T-Platforms, a Russian firm that when deliberate to construct an exascale supercomputer and homegrown CPUs, was declared bankrupt this week as the price of the corporate’s belongings was decrease than its obligations. T-Platforms was one of some corporations in Russia that would construct world-class high-performance supercomputers. The principle causes for the chapter aren’t sanctions by Western international locations however fairly Russia’s try to exchange Western applied sciences with its personal.

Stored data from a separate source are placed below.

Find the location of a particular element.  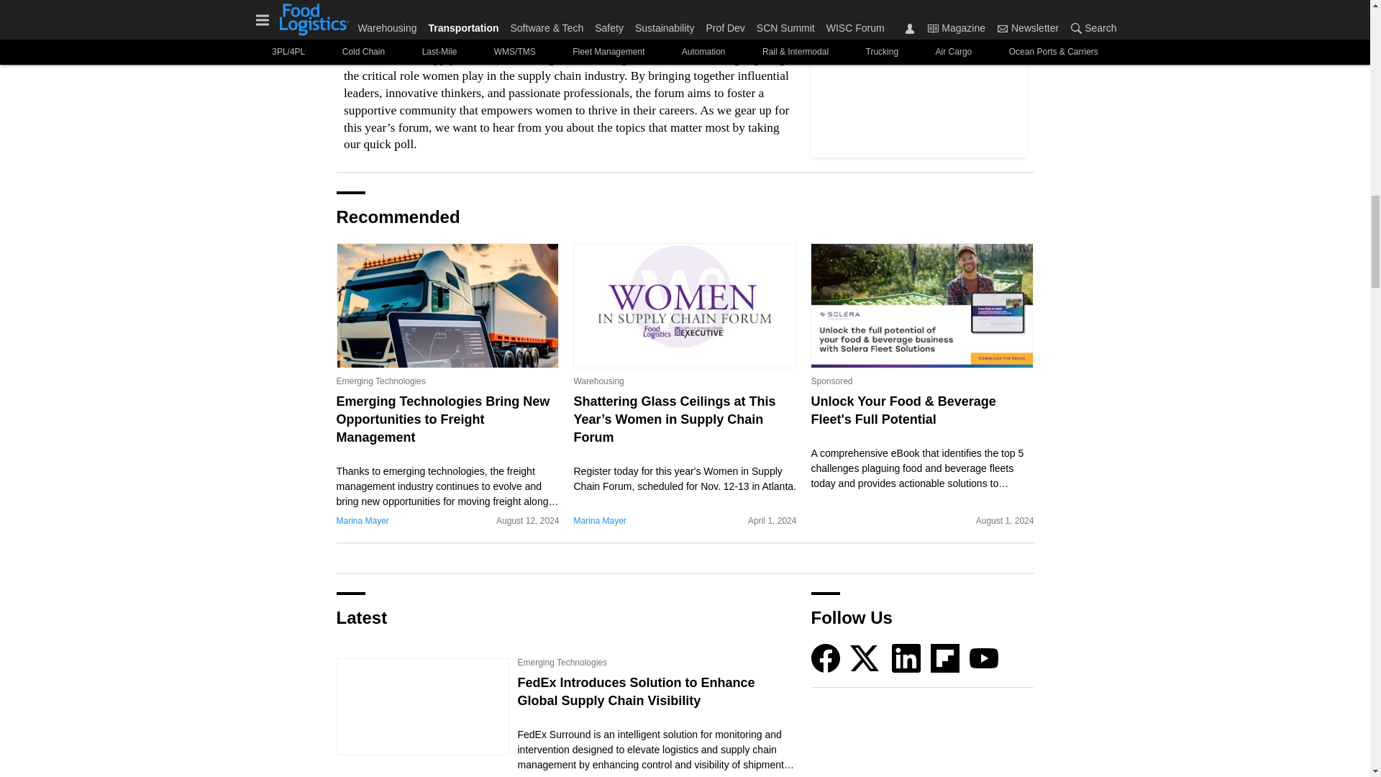

Twitter X icon is located at coordinates (865, 658).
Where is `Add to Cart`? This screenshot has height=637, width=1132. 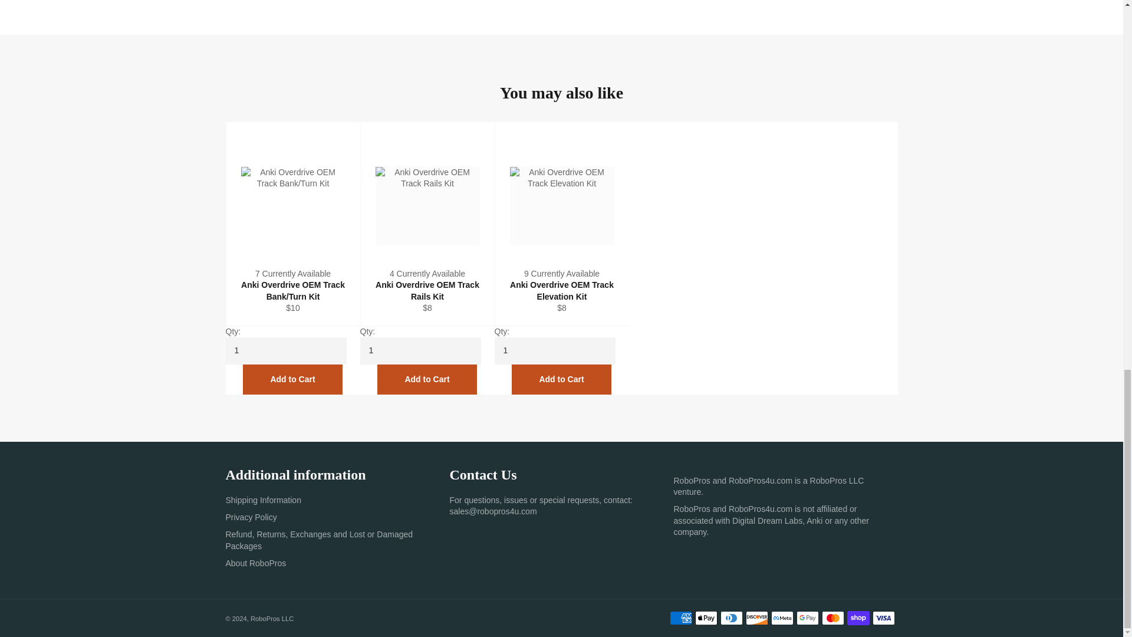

T-Platforms was established in 2002 to construct servers and supercomputers that might be aggressive in opposition to choices from the likes of IBM and HP. Over time, T-Platforms developed a few of Russia’s highest-performing supercomputers primarily based on AMD Opteron, Intel Xeon, and Nvidia Tesla processors. For instance, the corporate’s Lomonosov supercomputer, primarily based on 33,072 CPUs, was ranked the No. 18 most potent machine on the planet and the No. 3 supercomputer in Europe.
Finally, the corporate expanded enterprise exterior Russia and established places of work in Hannover, Germany; Hong Kong, China; and Taipei, Taiwan. Nonetheless, the corporate bumped into troubles with the U.S. Division of Commerce in early 2013 when the latter accused T-Platforms of promoting supercomputers to army finish customers and nuclear analysis, opposite to U.S. nationwide safety. Consequently, T-Platforms was delisted from DoC’s Entity Record in late 2013 – early 2014.
However after Russia invaded Crimea in 2014 and confronted the primary spherical of sanctions, the federal government kicked off applications to develop microprocessors and different chips within the nation to exchange x86 choices from AMD and Intel. One of many corporations meant to create Arm-based system-on-chips for PCs aimed toward authorities businesses was Baikal Microelectronics, a subsidiary of T-Platforms established in 2012.
Baikal Microelectronics secured authorities subsidies to hurry up the event of homebrew processors and servers. Nonetheless, whereas Baikal Microelectronics has managed to design a number of Arm and MIPS-based processors, whereas T-Platforms began to promote a few of its new servers in Russia, they didn’t ship their merchandise on time. Consequently, the Russian Ministry of Commerce sued Baikal in 2019. In the meantime, the chief govt officer of T-Platforms was arrested in March 2019 as his firm didn’t ship about 9,000 Baikal-based PCs to the Ministry of Inner Affairs. It’s when the corporate began to fireplace personnel and fold its operations.
Finally, T-Platforms needed to promote its 60% stake in Baikal to Varton in October 2020, experiences CNews. The corporate filed for chapter in October 2021. In December 2021, the Moscow Arbitration determined to introduce an exterior monitoring process for T-Platforms. Vsevolod Opanasenko, the previous CEO of T-Platforms who faces ten years in jail, plans to file for chapter himself. Some media experiences point out that he used to regulate 75% of T-Platforms, whereas the remaining stake belonged to the Russian authorities.
At current web sites of T-Platforms and Baikal Microelectronics are not operational.